21/07/1824 –21/03/1918
Owner of Music Warehouse shop and Berkhamsted's first car owner
Relatives
Research:
- Melanie Hilton (great-great-granddaughter of James & Eliza Wood)
Born on 21st July 1824, William James Wood was baptised as James William on 24th September at St Peters, Berkhamsted. He was the son of James Wood, ‘Servant of the Duke of Bridgewater’ 1819, labourer 1822, chair maker/caner from 1823 onwards. (b. Ivinghoe, Bucks c 1790 – d. Dec 1871 Berkhamsted.) Baptist. Buried Berkhamsted Baptist Chapel graveyard & Mary (nee Baldwin) (bc 1797 – ?) and grand-son of Thomas Wood (bc 1760 – dead by 1841) ‘Of Edlesborough’ at marriage & Rebecca (nee Hawkins).
He married Eliza Hurst on 25th December 1844 at St John’s, Waterloo, Lambeth.
His profession was variously baker (in 1844); baker and grocer (1851); and piano tuner (1861 onward). By 1901 he was the owner of Music Warehouse at 90, Berkhamsted High Street (next to Manor Road) and 36, St Albans Road Watford. They were the agents for Brinsmead, Collard & Collard, Chappell etc. By 1911 he and his wife were living at 13, Kitsbury Road. By 1914 the Music Warehouse had moved to Lower King’s Road, Berkhamsted, where his son Willam and subsequently his grandson Gilbert carried on the business.
Eliza Hurst was born on 6th Sepember 1823 in Berkhamsted and baptised on the same day at St Peter’s Church. She was the daughter of Thomas Hurst, cordwiner and shoe maker, who was born in 1779 in Aylesbury and died in 1869 in Berkhamsted and Lydia nee Barnes (1780 – 1869) and granddaughter of William Hurst and Hannah Maria (nee Webb). See Hurst family history for grave number 48.
Together with William they had seven children, including Emma Hurst Wood (1845-1925) who married George Lingard the stonemason (1838-1901). (Emma and George are buried in Grave number 603).
They were a pioneering couple, the proud owners of a motorcar!
“It was just sixty years after the railway was opened at Berkhamsted that a pioneer local motorist, Mr. J.W. Wood, bought a second-hand 4.5 h.p. Benz from a St. Albans doctor. If it wasn’t the first car seen in Berkhamsted, it was almost certainly the first car owned by a Berkhamstedian. It was tall, sturdy, noisy, with solid tyres, large wire suspension wheels, coach-style brass lanterns with candles, and no windscreen. The whole town turned out to see this strange contraption. Mr. Wood’s car tackled the steepest Chiltern hills and then disgraced itself on a level stretch of the road at Broadway. After a damaging swerve into the roadside verge, it was necessary to hire one horse to tow 4.5 horse-power to Berkhamsted’s first garage, a greenhouse. Neddy was still supreme.”
Beorcham, Berkhamsted Review, Nov 1967
With thanks to Berkhamsted Local History and Museum Society for this article and the photograph.
Eliza Wood died on 23rd November 1908 and William on 21st March 1918.
Researched by Melanie Hilton, their great-great-grandaughter, who is having the grave restored by our stone mason.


_What is being asked_. Please repeat every record exactly, leaving out any pictures.

_Source information_.

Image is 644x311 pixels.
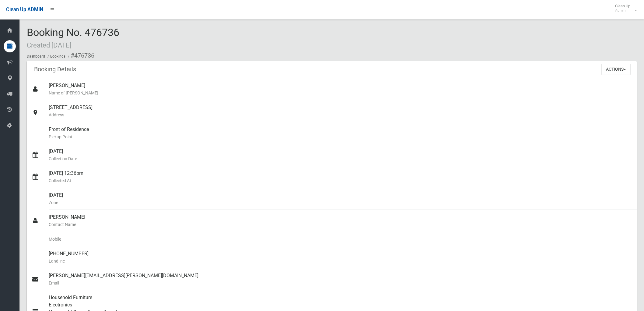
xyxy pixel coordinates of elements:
[49,210,632,232] div: [PERSON_NAME]
[49,221,632,228] small: Contact Name
[601,64,630,75] button: Actions
[49,122,632,144] div: Front of Residence
[49,236,632,243] small: Mobile
[49,100,632,122] div: [STREET_ADDRESS]
[49,257,632,265] small: Landline
[49,166,632,188] div: [DATE] 12:36pm
[27,54,45,59] a: Dashboard
[49,199,632,206] small: Zone
[49,269,632,290] div: [PERSON_NAME][EMAIL_ADDRESS][PERSON_NAME][DOMAIN_NAME]
[49,133,632,140] small: Pickup Point
[49,177,632,184] small: Collected At
[49,79,632,100] div: [PERSON_NAME]
[49,279,632,287] small: Email
[49,246,632,269] div: [PHONE_NUMBER]
[49,144,632,166] div: [DATE]
[27,269,636,290] a: [PERSON_NAME][EMAIL_ADDRESS][PERSON_NAME][DOMAIN_NAME]Email
[27,63,83,75] header: Booking Details
[66,50,94,61] li: #476736
[27,26,119,50] span: Booking No. 476736
[27,41,72,49] small: Created [DATE]
[6,7,43,13] span: Clean Up ADMIN
[615,8,630,13] small: Admin
[612,4,636,13] span: Clean Up
[49,188,632,210] div: [DATE]
[49,155,632,162] small: Collection Date
[49,111,632,119] small: Address
[50,54,65,59] a: Bookings
[49,89,632,97] small: Name of [PERSON_NAME]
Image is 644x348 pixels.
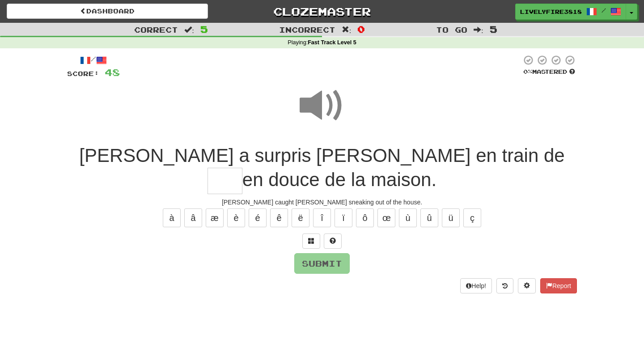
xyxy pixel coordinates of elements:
[221,4,423,19] a: Clozemaster
[436,25,468,34] span: To go
[249,209,266,227] button: é
[79,145,564,166] span: [PERSON_NAME] a surpris [PERSON_NAME] en train de
[358,24,365,35] span: 0
[67,198,577,206] div: [PERSON_NAME] caught [PERSON_NAME] sneaking out of the house.
[294,253,350,274] button: Submit
[227,209,245,227] button: è
[291,209,310,227] button: ë
[442,209,460,227] button: ü
[490,24,497,35] span: 5
[342,26,352,33] span: :
[67,55,120,66] div: /
[516,4,626,20] a: LivelyFire3818 /
[524,68,533,75] span: 0 %
[335,209,353,227] button: ï
[399,209,417,227] button: ù
[243,169,437,190] span: en douce de la maison.
[184,26,194,33] span: :
[460,278,492,293] button: Help!
[602,7,606,13] span: /
[163,209,181,227] button: à
[67,70,100,77] span: Score:
[279,25,336,34] span: Incorrect
[270,209,288,227] button: ê
[356,209,374,227] button: ô
[520,7,582,15] span: LivelyFire3818
[134,25,178,34] span: Correct
[308,39,356,46] strong: Fast Track Level 5
[474,26,484,33] span: :
[314,209,331,227] button: î
[378,209,395,227] button: œ
[324,234,342,248] button: Single letter hint - you only get 1 per sentence and score half the points! alt+h
[541,278,577,293] button: Report
[105,66,120,78] span: 48
[463,209,482,227] button: ç
[496,278,513,293] button: Round history (alt+y)
[184,209,202,227] button: â
[201,24,208,35] span: 5
[7,4,208,18] a: Dashboard
[420,209,438,227] button: û
[302,234,320,248] button: Switch sentence to multiple choice alt+p
[522,68,577,76] div: Mastered
[206,209,224,227] button: æ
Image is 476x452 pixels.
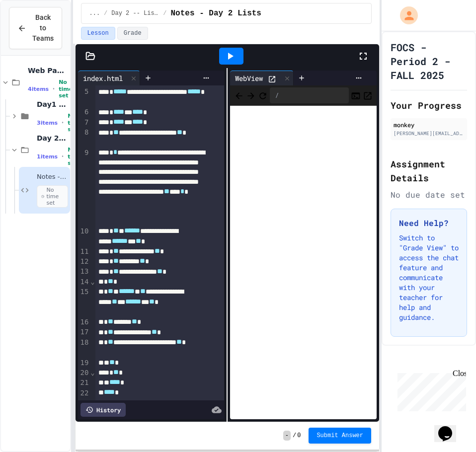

_Answer to the exercise_.
Image is 644x311 pixels.
xyxy pixel coordinates of elements:
[49,210,632,232] div: [PERSON_NAME]
[49,221,632,228] small: Contact Name
[601,64,630,75] button: Actions
[49,122,632,144] div: Front of Residence
[49,236,632,243] small: Mobile
[49,100,632,122] div: [STREET_ADDRESS]
[49,257,632,265] small: Landline
[49,166,632,188] div: [DATE] 12:36pm
[27,54,45,59] a: Dashboard
[49,199,632,206] small: Zone
[49,269,632,290] div: [PERSON_NAME][EMAIL_ADDRESS][PERSON_NAME][DOMAIN_NAME]
[49,133,632,140] small: Pickup Point
[49,177,632,184] small: Collected At
[49,79,632,100] div: [PERSON_NAME]
[49,279,632,287] small: Email
[49,246,632,269] div: [PHONE_NUMBER]
[49,144,632,166] div: [DATE]
[27,269,636,290] a: [PERSON_NAME][EMAIL_ADDRESS][PERSON_NAME][DOMAIN_NAME]Email
[27,63,83,75] header: Booking Details
[66,50,94,61] li: #476736
[27,26,119,50] span: Booking No. 476736
[27,41,72,49] small: Created [DATE]
[6,7,43,13] span: Clean Up ADMIN
[615,8,630,13] small: Admin
[612,4,636,13] span: Clean Up
[49,188,632,210] div: [DATE]
[49,155,632,162] small: Collection Date
[49,111,632,119] small: Address
[50,54,65,59] a: Bookings
[49,89,632,97] small: Name of [PERSON_NAME]
Image is 644x348 pixels.
xyxy pixel coordinates of elements:
[221,4,423,19] a: Clozemaster
[436,25,468,34] span: To go
[249,209,266,227] button: é
[79,145,564,166] span: [PERSON_NAME] a surpris [PERSON_NAME] en train de
[358,24,365,35] span: 0
[67,198,577,206] div: [PERSON_NAME] caught [PERSON_NAME] sneaking out of the house.
[294,253,350,274] button: Submit
[227,209,245,227] button: è
[291,209,310,227] button: ë
[442,209,460,227] button: ü
[490,24,497,35] span: 5
[342,26,352,33] span: :
[67,55,120,66] div: /
[516,4,626,20] a: LivelyFire3818 /
[524,68,533,75] span: 0 %
[335,209,353,227] button: ï
[399,209,417,227] button: ù
[243,169,437,190] span: en douce de la maison.
[184,26,194,33] span: :
[460,278,492,293] button: Help!
[602,7,606,13] span: /
[163,209,181,227] button: à
[67,70,100,77] span: Score:
[279,25,336,34] span: Incorrect
[270,209,288,227] button: ê
[356,209,374,227] button: ô
[520,7,582,15] span: LivelyFire3818
[134,25,178,34] span: Correct
[308,39,356,46] strong: Fast Track Level 5
[474,26,484,33] span: :
[314,209,331,227] button: î
[378,209,395,227] button: œ
[324,234,342,248] button: Single letter hint - you only get 1 per sentence and score half the points! alt+h
[541,278,577,293] button: Report
[105,66,120,78] span: 48
[463,209,482,227] button: ç
[496,278,513,293] button: Round history (alt+y)
[184,209,202,227] button: â
[201,24,208,35] span: 5
[7,4,208,18] a: Dashboard
[420,209,438,227] button: û
[302,234,320,248] button: Switch sentence to multiple choice alt+p
[522,68,577,76] div: Mastered
[206,209,224,227] button: æ
Image is 476x452 pixels.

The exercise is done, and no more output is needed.